As the answer, set down the lines below from the one containing "Describe the element at coordinates (109, 533)" through the one containing "The width and height of the screenshot is (1316, 740).", exactly and inclusively, and no others.

BEGIN Listed entries

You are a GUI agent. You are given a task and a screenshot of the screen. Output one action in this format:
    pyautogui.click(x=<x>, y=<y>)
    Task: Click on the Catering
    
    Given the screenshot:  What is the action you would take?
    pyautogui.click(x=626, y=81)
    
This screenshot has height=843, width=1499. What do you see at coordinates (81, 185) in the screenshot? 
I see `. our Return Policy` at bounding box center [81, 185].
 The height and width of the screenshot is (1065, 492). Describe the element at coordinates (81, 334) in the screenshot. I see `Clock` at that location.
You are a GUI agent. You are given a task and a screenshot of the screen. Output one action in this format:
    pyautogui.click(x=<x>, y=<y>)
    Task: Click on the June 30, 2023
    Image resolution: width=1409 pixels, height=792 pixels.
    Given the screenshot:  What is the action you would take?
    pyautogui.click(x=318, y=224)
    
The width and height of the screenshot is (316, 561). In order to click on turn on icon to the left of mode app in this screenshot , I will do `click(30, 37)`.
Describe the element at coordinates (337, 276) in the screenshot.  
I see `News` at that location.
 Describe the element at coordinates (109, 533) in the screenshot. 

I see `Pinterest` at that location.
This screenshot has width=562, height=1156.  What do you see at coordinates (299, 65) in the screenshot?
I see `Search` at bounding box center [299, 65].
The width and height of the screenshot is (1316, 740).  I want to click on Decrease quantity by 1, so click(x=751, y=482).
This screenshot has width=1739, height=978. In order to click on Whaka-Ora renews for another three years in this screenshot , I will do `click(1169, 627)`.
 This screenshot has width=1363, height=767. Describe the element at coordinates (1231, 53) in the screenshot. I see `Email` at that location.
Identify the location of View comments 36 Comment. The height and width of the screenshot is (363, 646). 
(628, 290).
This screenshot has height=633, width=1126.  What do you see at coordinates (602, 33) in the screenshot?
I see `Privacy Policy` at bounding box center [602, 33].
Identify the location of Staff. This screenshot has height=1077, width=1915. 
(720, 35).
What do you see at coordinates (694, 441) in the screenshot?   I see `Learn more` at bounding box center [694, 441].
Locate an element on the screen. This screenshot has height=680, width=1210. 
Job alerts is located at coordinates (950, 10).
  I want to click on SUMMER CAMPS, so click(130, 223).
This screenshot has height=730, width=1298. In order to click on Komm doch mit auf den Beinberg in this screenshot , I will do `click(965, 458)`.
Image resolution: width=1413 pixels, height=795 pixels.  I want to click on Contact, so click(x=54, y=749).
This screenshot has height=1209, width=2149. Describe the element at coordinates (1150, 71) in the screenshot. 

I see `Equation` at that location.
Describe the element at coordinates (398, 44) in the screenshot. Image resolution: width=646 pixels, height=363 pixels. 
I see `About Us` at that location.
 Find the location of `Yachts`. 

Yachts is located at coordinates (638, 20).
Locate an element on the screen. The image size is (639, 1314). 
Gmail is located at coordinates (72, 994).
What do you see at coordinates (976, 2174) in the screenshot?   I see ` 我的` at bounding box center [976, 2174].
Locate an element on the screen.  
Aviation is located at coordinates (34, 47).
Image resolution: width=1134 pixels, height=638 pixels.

END Listed entries

*Response:*
 Describe the element at coordinates (109, 533) in the screenshot. 

I see `Pinterest` at that location.
This screenshot has width=562, height=1156.  What do you see at coordinates (299, 65) in the screenshot?
I see `Search` at bounding box center [299, 65].
The width and height of the screenshot is (1316, 740).  I want to click on Decrease quantity by 1, so click(x=751, y=482).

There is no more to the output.